Well, it turns out that Turkey, Syria, Iran and Iraq already have access to such an enormous fresh water supply. What has happened to it? Unfortunately, over the course seven years, an amount of fresh water that would fill the Dead Sea has disappeared from this part of the Mideast. So says a NASA study which tracked Mideast ground water levels via satellite.
[youtube]http://www.youtube.com/watch?v=ueBI9XFNBe8[/youtube]

NASA’s Gravity Recovery and Climate Experiment (GRACE) mission was launched in 2002. It is essentially a highly accurate weighing scale in the sky which can weigh the amount of water beneath the earth’s surface by measuring tiny variations in the Earth’s gravity.

This study showed that the underground water available in the Tigris-Euphrates river valley shrank by an average of 20 cubic kilometers every year.  The majority of this loss was caused by human activities.

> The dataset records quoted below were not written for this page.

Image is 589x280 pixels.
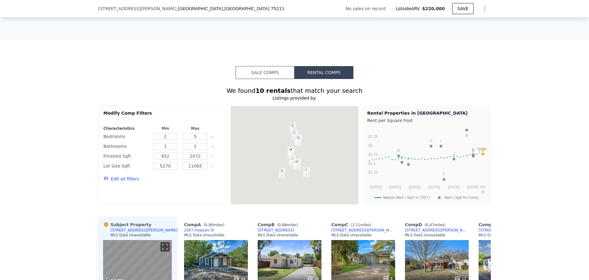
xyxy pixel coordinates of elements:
text: F [443,172,445,176]
text: A [407,157,410,160]
div: 2507 Lapsley St [291,129,298,140]
text: G [472,149,475,152]
span: ( miles) [201,222,227,227]
div: Rental Properties in [GEOGRAPHIC_DATA] [367,110,487,116]
div: Characteristics [103,126,149,131]
div: Bedrooms [103,132,149,141]
div: Comp C [331,221,374,227]
text: 25 [481,190,485,194]
div: 831 Cherry Laurel Ln [279,168,285,178]
div: [STREET_ADDRESS][PERSON_NAME] [110,227,178,232]
div: Comp E [479,221,521,227]
div: No sales on record [346,6,391,12]
span: 0.88 [279,222,287,227]
text: I [441,139,442,142]
button: SAVE [452,3,474,14]
span: 0.87 [426,222,434,227]
div: Comp D [405,221,448,227]
text: [DATE] [370,185,382,189]
div: Finished Sqft [103,152,149,160]
div: We found that match your search [98,86,491,95]
a: [STREET_ADDRESS][PERSON_NAME] [479,227,542,232]
div: 2007 Iroquois St [295,135,302,145]
span: , [GEOGRAPHIC_DATA] 75211 [223,6,285,11]
text: Subject [477,147,489,150]
div: 5404 Chippewa Dr [294,134,301,145]
text: $2 [369,143,373,148]
div: 107 N Gail St [294,158,301,168]
text: Rent / Sqft for Comp [445,195,479,199]
div: MLS Data Unavailable [110,232,151,237]
div: Max [182,126,209,131]
text: [DATE] [467,185,479,189]
button: Clear [211,155,214,157]
div: MLS Data Unavailable [331,232,372,237]
div: Min [152,126,179,131]
span: ( miles) [422,222,448,227]
div: Listings provided by . [98,95,491,101]
span: 1.11 [352,222,360,227]
text: Oct [480,185,486,189]
div: 107 S Dwight Ave [293,159,300,169]
svg: A chart. [367,125,487,201]
text: $2.25 [369,134,378,139]
a: [STREET_ADDRESS] [258,227,294,232]
div: 1218 N Tillery Ave [288,146,295,156]
div: Modify Comp Filters [103,110,221,121]
button: Clear [211,165,214,167]
text: [DATE] [389,185,401,189]
text: B [466,133,468,137]
a: [STREET_ADDRESS][PERSON_NAME] [405,227,469,232]
div: 402 N Bagley St [289,155,296,166]
text: H [401,155,403,158]
div: MLS Data Unavailable [479,232,519,237]
span: [STREET_ADDRESS][PERSON_NAME] [98,6,176,12]
div: Bathrooms [103,142,149,150]
button: Rental Comps [295,66,353,79]
text: [DATE] [409,185,421,189]
button: Clear [211,135,214,138]
span: Lotside ARV [396,6,422,12]
text: D [397,148,400,152]
button: Sale Comps [236,66,295,79]
div: MLS Data Unavailable [405,232,446,237]
text: Median Rent / SqFt in 75211 [383,195,430,199]
text: $1.75 [369,152,378,156]
text: $1.5 [369,161,376,165]
span: , [GEOGRAPHIC_DATA] [176,6,284,12]
button: Clear [211,145,214,148]
div: Lot Size Sqft [103,161,149,170]
text: $1.25 [369,170,378,174]
div: MLS Data Unavailable [258,232,298,237]
span: ( miles) [348,222,374,227]
strong: 10 rentals [256,87,291,94]
div: 4548 Via James Jacob [303,167,310,177]
span: ( miles) [275,222,300,227]
div: Comp A [184,221,227,227]
div: Comp B [258,221,300,227]
a: [STREET_ADDRESS][PERSON_NAME] [331,227,395,232]
button: Toggle fullscreen view [160,242,170,251]
button: Show Options [479,2,491,15]
div: 3015 Lapsley St [289,122,296,133]
div: MLS Data Unavailable [184,232,225,237]
span: $220,000 [422,6,445,11]
a: 2007 Iroquois St [184,227,214,232]
text: C [430,139,432,142]
span: 0.90 [205,222,213,227]
button: Edit all filters [103,176,139,182]
text: E [472,147,474,151]
text: J [453,152,455,155]
div: Subject Property [103,221,151,227]
text: [DATE] [448,185,460,189]
text: [DATE] [428,185,440,189]
div: Rent per Square Foot [367,116,487,125]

“GRACE data show an alarming rate of decrease in total water storage in the Tigris and Euphrates river basins, which currently have the second fastest rate of groundwater storage loss on Earth, after India,” Jay Famiglietti, principal investigator of the study and a hydrologist and professor at UC Irvine, said.

“The rate was especially striking after the 2007 drought. Meanwhile, demand for freshwater continues to rise, and the region does not coordinate its water management because of different interpretations of international laws.”

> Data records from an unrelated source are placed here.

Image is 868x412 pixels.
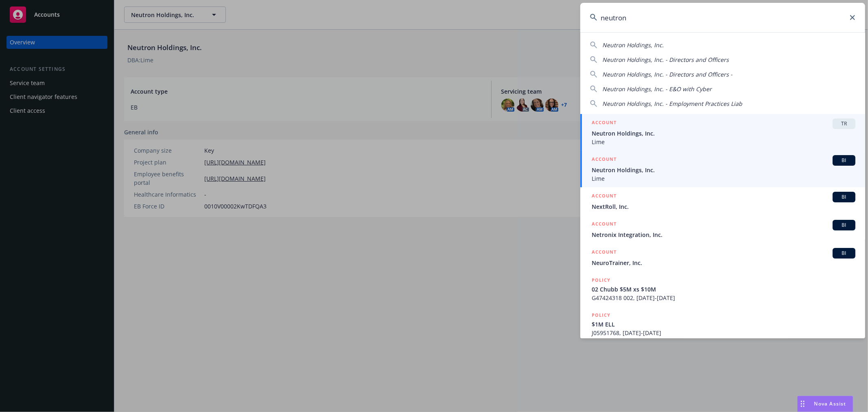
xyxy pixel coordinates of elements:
span: Neutron Holdings, Inc. [592,129,856,138]
button: Nova Assist [798,395,854,412]
span: TR [836,120,852,127]
span: Neutron Holdings, Inc. - Directors and Officers [603,56,729,63]
span: Lime [592,138,856,146]
input: Search... [581,3,865,32]
span: Netronix Integration, Inc. [592,230,856,239]
span: BI [836,221,852,229]
a: ACCOUNTBINextRoll, Inc. [581,187,865,215]
a: ACCOUNTBINetronix Integration, Inc. [581,215,865,243]
a: POLICY$1M ELLJ05951768, [DATE]-[DATE] [581,307,865,341]
h5: ACCOUNT [592,155,616,165]
a: POLICY02 Chubb $5M xs $10MG47424318 002, [DATE]-[DATE] [581,271,865,307]
span: Neutron Holdings, Inc. [592,165,856,174]
h5: POLICY [592,311,611,319]
h5: ACCOUNT [592,220,616,229]
span: BI [836,193,852,200]
span: Neutron Holdings, Inc. - Directors and Officers - [603,70,733,78]
span: BI [836,249,852,257]
a: ACCOUNTBINeutron Holdings, Inc.Lime [581,150,865,187]
span: NextRoll, Inc. [592,202,856,211]
span: Neutron Holdings, Inc. [603,41,664,49]
span: G47424318 002, [DATE]-[DATE] [592,293,856,302]
span: J05951768, [DATE]-[DATE] [592,328,856,337]
h5: ACCOUNT [592,192,616,201]
span: NeuroTrainer, Inc. [592,258,856,267]
span: 02 Chubb $5M xs $10M [592,285,856,293]
span: Nova Assist [814,400,847,406]
span: $1M ELL [592,320,856,328]
h5: ACCOUNT [592,119,616,128]
span: Neutron Holdings, Inc. - E&O with Cyber [603,85,712,93]
div: Drag to move [798,395,808,411]
span: BI [836,156,852,164]
a: ACCOUNTBINeuroTrainer, Inc. [581,243,865,271]
h5: POLICY [592,276,611,284]
h5: ACCOUNT [592,248,616,258]
span: Lime [592,174,856,183]
a: ACCOUNTTRNeutron Holdings, Inc.Lime [581,114,865,150]
span: Neutron Holdings, Inc. - Employment Practices Liab [603,100,743,107]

GRACE,” he added, “Is the only way we can estimate groundwater storage changes from space right now.

“That’s enough water to meet the needs of tens of millions to more than a hundred million people in the region each year, depending on regional water use standards and availability,” Famiglietti said.

Brian Nitz
Brian Nitzhttp://www.greenprophet.com
Brian remembers when a single tear dredged up a nation's guilt. The tear belonged to an Italian-American actor known as Iron-Eyes Cody, the guilt was displaced from centuries of Native American mistreatment and redirected into a new environmental awareness. A 10-year-old Brian wondered, 'What are they... No, what are we doing to this country?' From a family of engineers, farmers and tinkerers Brian's father was a physics teacher. He remembers the day his father drove up to watch a coal power plant's new scrubbers turn smoke from dirty grey-back to steamy white. Surely technology would solve every problem. But then he noticed that breathing was difficult when the wind blew a certain way. While sailing, he often saw a yellow-brown line on the horizon. The stars were beginning to disappear. Gas mileage peaked when Reagan was still president. Solar panels installed in the 1970s were torn from roofs as they were no longer cost-effective to maintain. Racism, public policy and low oil prices transformed suburban life and cities began to sprawl out and absorb farmland. Brian only began to understand the root causes of "doughnut cities" when he moved to Ireland in 2001 and watched history repeat itself. Brian doesn't think environmentalism is 'rocket science', but understanding how to apply it within a society requires wisdom and education. In his travels through Europe, North America, Asia and the Middle East, Brian has learned that great ideas come from everywhere and that sharing mistakes is just as important as sharing ideas.
3 COMMENTS
  1. Still remember global warming issue? After around 10 years, this issue show no progressions at all. People seem doesn’t want to talk about it anylonger. So, what is up now? Another story for children before sleeping…Or a kind of “clear and present danger”? Please build strory with strong commitment inside and not just political compaign material. So, where else people can find fresh water?
    Comment posted on behalf of Edwin Al Ammar

  2. Hahaha………I think this is all computer game. I can also show in this way my country India has no water but will you believe it? Another news was hard to breath in Middle East. What a fake news. Can you breath in many of the polluted US cities? I am in Middle East and have found fresher air than in India.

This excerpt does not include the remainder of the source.